School nurses will also be entitled to refer minors to family planning centers without parental notification or consent.

Abortion itself will also be made easier and conscientious objection more limited.

The new law dispenses women who are seeking to abort from observing a compulsory “cooling off period” of seven days. A number of “Republican” senators have already challenged this at the French Constitutional Court on the grounds that all elective chirurgical operations are subject to a waiting period. The Court’s answer can be expected within a few months.

Under the “Loi Touraine,” midwives will be allowed to perform medical abortions – a “privilege” that up until now belonged to physicians – while general practitioners practicing in “health centers” will be allowed to perform surgical abortions.

Health workers shall provide full information about contraceptives whenever a patient demands it under their right to be “informed about the whole range of contraceptive methods.” According to the new law, “Only emergency or the impossibility to procure such information can dispense them from doing so.” The same goes for abortion: “All persons have the right to be informed about abortion procedures and to choose one freely. Such information must be given by all health professionals according to his competence and in full respect of the professional rules that apply.”

One of the most controversial points of the law was introduced as an amendment by about 80 socialist deputies to the National Assembly in April: the principle of abortion quotas to make sure that any woman seeking a “voluntary interruption of pregnancy” (IVG) as it is euphemistically called in France will obtain it rapidly. The Senate rejected the amendment but it was reintroduced without government resistance into the definitive text.

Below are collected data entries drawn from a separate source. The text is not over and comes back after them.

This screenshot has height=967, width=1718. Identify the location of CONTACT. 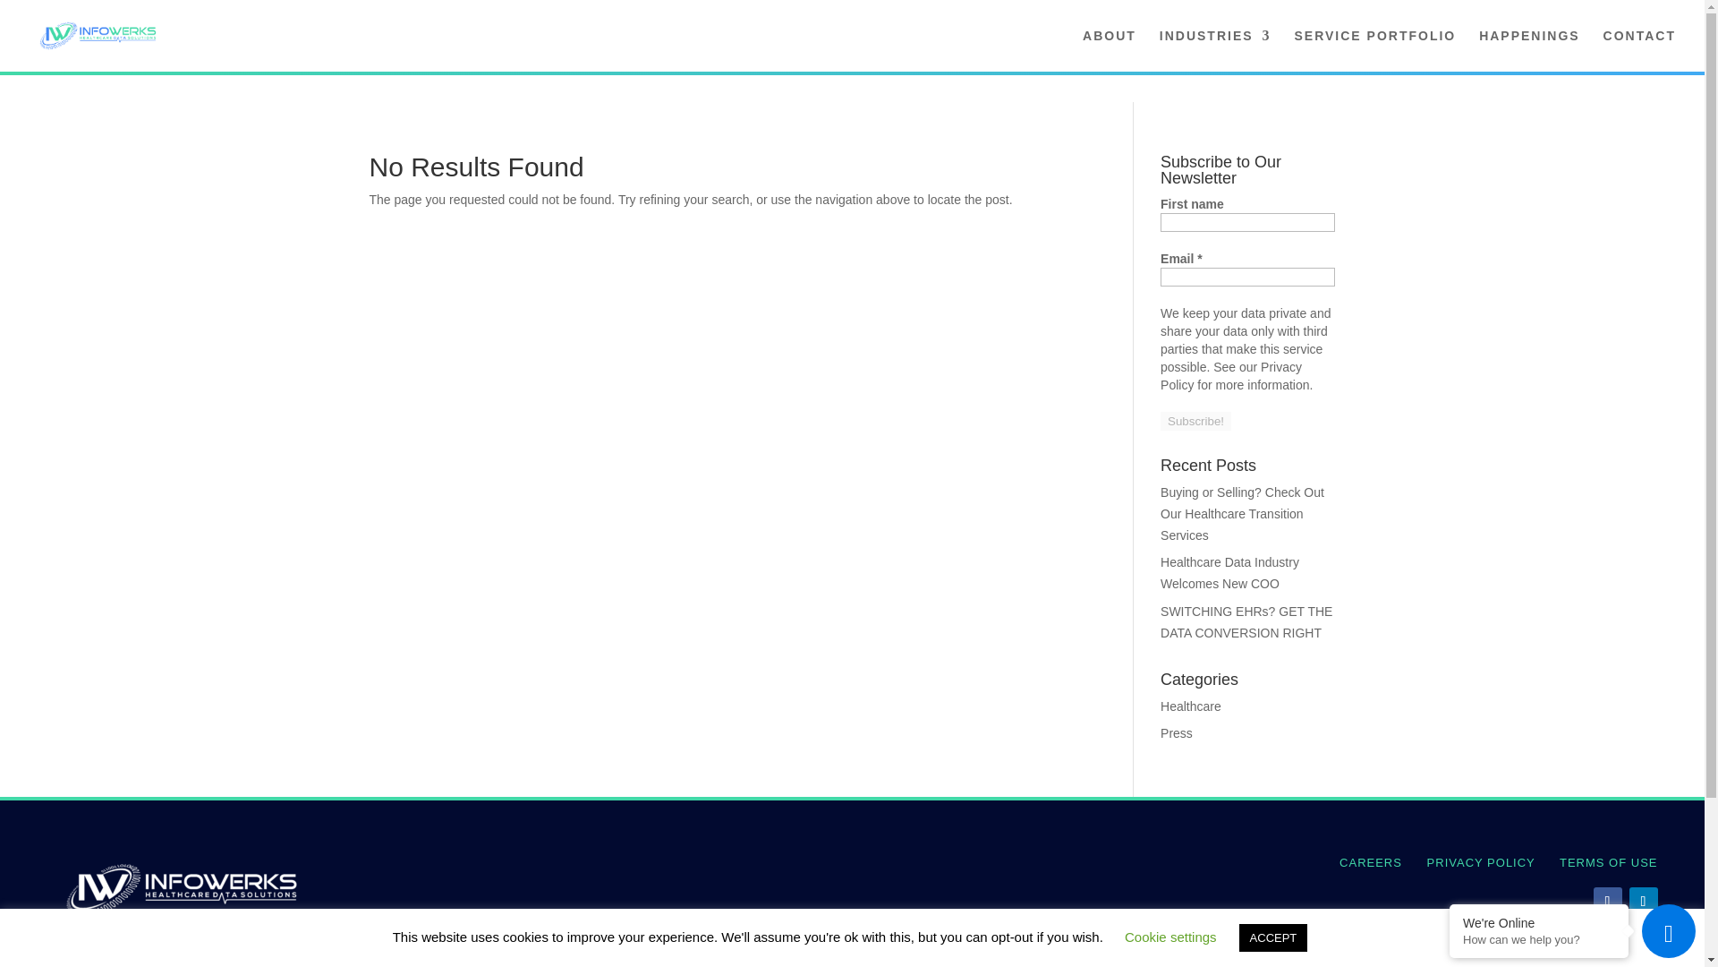
(1640, 50).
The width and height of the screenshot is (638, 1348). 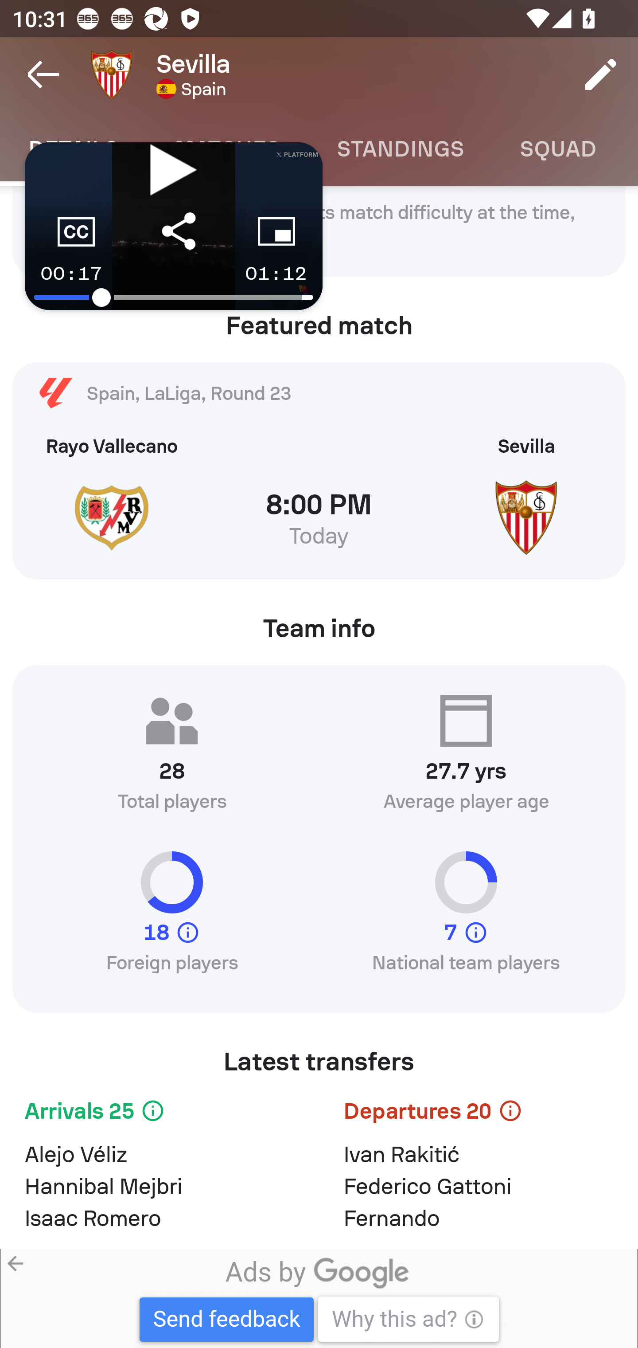 I want to click on Departures 20, so click(x=479, y=1114).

The disposition obliges all regional health agencies that organize and coordinate health care under government control, to “implement a plan of action for access to voluntary interruption of pregnancy, taking into account the national guidelines established by the ministry of Health.” The objective is to “reinforce the quality and scale of IVG’s being offered.” Many pro-life groups in France, including the Fondation Jérôme-Lejeune and Alliance Vita, have shown that this equates with fixing compulsory abortion rates and objectives in public hospitals, to the tune of one abortion for four live births.

But the law also upsets the already highly unsatisfactory balance of France’s bioethics law which was adopted in 2011 after extensive consultations and confrontation within Parliament. This time round, assisted reproductive technology is even more banal than it used to be, with women submitting to fertility procedures being afforded paid leave much as pregnant women, and embryo research in this context will be all but freely available. The law explicitly allows screening both of male and female reproductive cells and of conceived embryos, as well as experimenting, opening the door a little bit wider to eugenics.

While François Hollande’s promises regarding “medically assisted death” are still waiting to be implemented, end of life situations were not forgotten in the new law that has created the legal presumption that all French nationals are organ donors. Under article 192 of the “Loi Touraine,” a medical doctor who wishes to harvest organs on a deceased patient will be able to do so if the patient has turned 18 and has not registered his opposition in a national register of “refusers.” The doctor must notify and explain his decision to the patient’s loved ones but these cannot prevent the “donation” from taking place.

Most organ harvesting takes place on persons who are deemed to be “brain dead,” even though their heart is beating and their respiratory function is working efficiently with the help of a ventilator. Laws on brain death vary from one country to another. While they are more stringent in France than in the US, they still cannot guarantee that the patient is dead and serious doubts exist as to whether a “brain dead” person is not actually being killed by the harvesting of his or her vital organs.

For all intents and purposes, the new French law is claiming the bodies of adult French citizens as property of the State and of medical teams, as long as their owners were not careful to express their opposition when they were still fit enough to do so.